Juan Carlos Cremata Malberti
I am an advocate of difference, both in life and in art. That’s why I don’t like to repeat myself. I always say that my job is to open doors and not to close them. Juan Carlos Cremata Malberti, from an interview with Margaret Atkins in Cuba Absolutely
The Vancouver Latin American Film Festival is proud to host Juan Carlos Cremata Malberti, one of Cuba’s leading contemporary film and theatre directors, to present a retrospective of three of his most representative films.
Born in Havana’s Vedado district in 1961, Juan Carlos Cremata Malberti began his career as a writer, actor and director for children's television programs made for the Cuban Institute of Radio and Television (ICRT) from 1981 to 1987. His work won him six CARACOL awards from the Cuban National Union of Writers and Artists (UNEAC), and a Diploma in Honour of Cultural Achievement from the Cuban Ministry of Culture.
Cremata obtained a Dramatic Arts degree in 1986 from the Higher Institute of Art (ISA) in Havana. In 1990, he went on to graduate with a Diploma in Cinema, Video and Television Directing from the Escuela Internacional de Cine y Televisión (EICTV) de San Antonio de los Baños. His thesis film Oscuros rinocerontes enjaulados (Dark Caged Rhinoceros) screened at numerous film festivals including in Clermont-Ferrand, France, and has since become part of the archive of the Museum of Modern Art in New York.
Cremata has travelled to over 45 countries throughout his career, presenting his films, giving artist talks and leading workshops on film editing, screenwriting and directing. From 1994 to 1995, he was a professor of Film Editing at the Universidad de Buenos Aires and professor of Film Directing at the Escuela Panamericana de Diseño y Publicidad and the Centro de Experimentación en Cine y Video (CIEVIC) in Argentina.
In 1996, he won a Guggenheim Fellowship and spent a year working in New York City, but as he says in an interview with Vanessa Arrington in the Havana Journal, “It was this year, living in the centre of New York, with lots of money and everything, that I realized all I wanted was to return to Cuba and make Cuban films.”
In his career, Cremata has directed over 50 television episodes, two short films, one documentary, The Epoch, the Enchantment and the End of the Century (1999), and four feature-length narrative films: Nada+ (2001), Viva Cuba (2005), The Skimpy Prize (2009) and Chamaco (2011), the latter two adapted from plays by well-known Cuban playwrights.
For his work, he has won over 54 international prizes including the Grand Prix Écrans Juniors for Best Children’s Film at Cannes and the Best First Film Award at the Festival of New Latin American Cinema in Havana. Viva Cuba, which won more than 30 national and international awards, is one of the most widely acclaimed films in the history of Cuban cinema. With his innovative visual composition and wide-ranging style, Juan Carlos Cremata Malberti is truly a master of cinematic storytelling.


**Exercise aim:** Your answer should consist only of the records, copied exactly, with the images removed.

(Excerpts from a figure dataset)
--- START ---

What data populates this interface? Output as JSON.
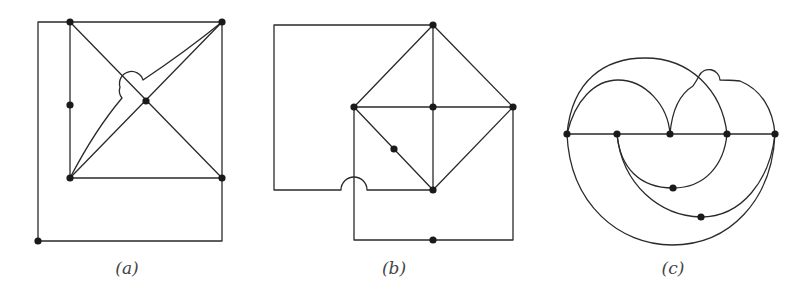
{
  "figure": {
    "panels": [
      {
        "id": "a",
        "caption": "(a)",
        "caption_x": 127,
        "nodes": [
          [
            70,
            22
          ],
          [
            222,
            22
          ],
          [
            70,
            105
          ],
          [
            146,
            101
          ],
          [
            70,
            178
          ],
          [
            222,
            178
          ],
          [
            38,
            241
          ]
        ],
        "paths": [
          "M38,241 L38,22 L70,22",
          "M70,22 L222,22",
          "M70,22 L70,178",
          "M222,22 L222,241 L38,241",
          "M70,178 L222,178",
          "M70,22 L222,178",
          "M70,178 L222,22",
          "M70,178 Q95,130 122,98 Q118,93 120,87 A12,12 0 0 1 143,80 Q185,52 222,22"
        ]
      },
      {
        "id": "b",
        "caption": "(b)",
        "caption_x": 394,
        "nodes": [
          [
            433,
            25
          ],
          [
            354,
            107
          ],
          [
            433,
            107
          ],
          [
            513,
            107
          ],
          [
            394,
            149
          ],
          [
            433,
            190
          ],
          [
            433,
            240
          ]
        ],
        "paths": [
          "M433,25 L274,25 L274,190 L341,190 A13,13 0 0 1 367,190 L433,190",
          "M433,25 L354,107",
          "M433,25 L513,107",
          "M433,25 L433,190",
          "M354,107 L513,107",
          "M354,107 L433,190",
          "M513,107 L433,190",
          "M354,107 L354,240 L513,240 L513,107"
        ]
      },
      {
        "id": "c",
        "caption": "(c)",
        "caption_x": 673,
        "nodes": [
          [
            567,
            134
          ],
          [
            617,
            134
          ],
          [
            670,
            134
          ],
          [
            727,
            134
          ],
          [
            775,
            134
          ],
          [
            673,
            188
          ],
          [
            701,
            217
          ]
        ],
        "paths": [
          "M567,134 L775,134",
          "M567,134 C572,80 605,58 645,58 C690,58 722,90 727,134",
          "M567,134 C575,100 595,80 618,80 C645,80 668,105 670,134",
          "M670,134 C672,110 680,94 693,86 Q697,80 699,76 A11,11 0 0 1 720,80 Q728,80 740,81 C762,90 773,110 775,134",
          "M617,134 C620,168 640,188 673,188 C705,188 724,165 727,134",
          "M617,134 C622,185 660,216 701,217 C742,217 770,180 775,134",
          "M567,134 C570,205 620,245 672,245 C730,245 772,200 775,134"
        ]
      }
    ],
    "style": {
      "stroke_color": "#2a2a2a",
      "node_color": "#1a1a1a",
      "node_radius": 3.6
    }
  }
}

--- END ---

**Solution for this problem:**
What data populates this interface? Output as JSON.
{
  "figure": {
    "panels": [
      {
        "id": "a",
        "caption": "(a)",
        "caption_x": 127,
        "nodes": [
          [
            70,
            22
          ],
          [
            222,
            22
          ],
          [
            70,
            105
          ],
          [
            146,
            101
          ],
          [
            70,
            178
          ],
          [
            222,
            178
          ],
          [
            38,
            241
          ]
        ],
        "paths": [
          "M38,241 L38,22 L70,22",
          "M70,22 L222,22",
          "M70,22 L70,178",
          "M222,22 L222,241 L38,241",
          "M70,178 L222,178",
          "M70,22 L222,178",
          "M70,178 L222,22",
          "M70,178 Q95,130 122,98 Q118,93 120,87 A12,12 0 0 1 143,80 Q185,52 222,22"
        ]
      },
      {
        "id": "b",
        "caption": "(b)",
        "caption_x": 394,
        "nodes": [
          [
            433,
            25
          ],
          [
            354,
            107
          ],
          [
            433,
            107
          ],
          [
            513,
            107
          ],
          [
            394,
            149
          ],
          [
            433,
            190
          ],
          [
            433,
            240
          ]
        ],
        "paths": [
          "M433,25 L274,25 L274,190 L341,190 A13,13 0 0 1 367,190 L433,190",
          "M433,25 L354,107",
          "M433,25 L513,107",
          "M433,25 L433,190",
          "M354,107 L513,107",
          "M354,107 L433,190",
          "M513,107 L433,190",
          "M354,107 L354,240 L513,240 L513,107"
        ]
      },
      {
        "id": "c",
        "caption": "(c)",
        "caption_x": 673,
        "nodes": [
          [
            567,
            134
          ],
          [
            617,
            134
          ],
          [
            670,
            134
          ],
          [
            727,
            134
          ],
          [
            775,
            134
          ],
          [
            673,
            188
          ],
          [
            701,
            217
          ]
        ],
        "paths": [
          "M567,134 L775,134",
          "M567,134 C572,80 605,58 645,58 C690,58 722,90 727,134",
          "M567,134 C575,100 595,80 618,80 C645,80 668,105 670,134",
          "M670,134 C672,110 680,94 693,86 Q697,80 699,76 A11,11 0 0 1 720,80 Q728,80 740,81 C762,90 773,110 775,134",
          "M617,134 C620,168 640,188 673,188 C705,188 724,165 727,134",
          "M617,134 C622,185 660,216 701,217 C742,217 770,180 775,134",
          "M567,134 C570,205 620,245 672,245 C730,245 772,200 775,134"
        ]
      }
    ],
    "style": {
      "stroke_color": "#2a2a2a",
      "node_color": "#1a1a1a",
      "node_radius": 3.6
    }
  }
}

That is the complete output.